Sixty-two chick embryo hearts were studied at incremental stages of development (Hamburger-Hamilton stages 16 to 39) by scanning electron microscopy following 3% glutaraldehyde fixation and critical point drying. Early in cardiac development, the primitive ventricle becomes homogeneously trabeculated with highly organized sheets of myocytes lined by endocardial cells, with the trabeculae generally oriented in the dorsoventral direction. Coalescence of these trabecular sheets begins at stage 26, initially at the area of the bulboventricular flange, and later proceeding caudally toward the floor of the ventricle. The fusion process is finished by stage 30, resulting in a muscular ventricular septum that has now divided the primitive ventricle into right and left ventricles. Further growth of the ventricular septum is by continued fusion of the adjoining trabecular sheets. Remnants of the apposing trabecular sheets are found in the solidified muscular septum in the form of endocardial channels. We suggest that persistent patency of these channels results in muscular ventricular septal defects.
Balloon dilation angioplasty was attempted in 10 infants and children with severe congenital or operative "venous" obstructions. In five children the obstructions were "vena caval" and followed repair for transposition of the great vessels (four patients) or orthotopic liver transplantation (one patient). In the four patients with fixed vena caval or baffle obstructions, balloon angioplasty was successful in relieving the obstruction, decreasing the average gradient (16.0 to 4.5 mm Hg), and increasing the average diameter (3.0 to 8.9 mm) of the obstructed site. One child died 1 week later from an unrelated cerebral hemorrhage; the three survivors have had persistent clinical and angiographic improvement. The fifth child had severe systolic narrowing of the superior baffle limb caused by marked tricuspid regurgitation, which ballooned the superior limb of the baffle against the atrial roof. Angioplasty was unsuccessful in relieving this type of obstruction, which resolved with tricuspid valve replacement. Of the five infants with obstructed pulmonary veins, three had congenitally narrowed vessels associated with total anomalous pulmonary venous connection, one had acquired stenosis, and one had postoperative obstruction after repair of a mixed type of total anomalous pulmonary venous connection. Dilation was unsuccessful in all five patients, but for different reasons: in the congenitally narrowed veins, the waist in the balloon could not be eliminated, even with high dilating pressures; in the infant with acquired stenosis, the vein stretched but did not tear at low dilating pressures; and in the postoperative obstruction, angioplasty increased the diameter of the obstruction but did not increase flow to the affected lung.(ABSTRACT TRUNCATED AT 250 WORDS)

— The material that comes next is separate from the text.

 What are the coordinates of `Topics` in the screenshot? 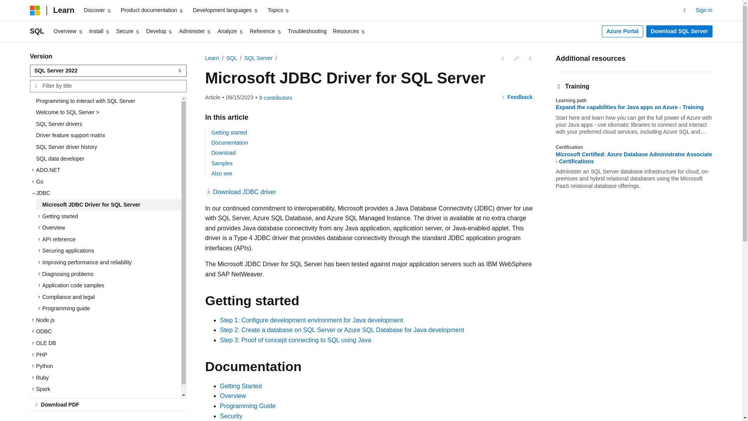 It's located at (279, 10).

scite is a Brooklyn-based organization that helps researchers better discover and understand research articles through Smart Citations–citations that display the context of the citation and describe whether the article provides supporting or contrasting evidence. scite is used by students and researchers from around the world and is funded in part by the National Science Foundation and the National Institute on Drug Abuse of the National Institutes of Health.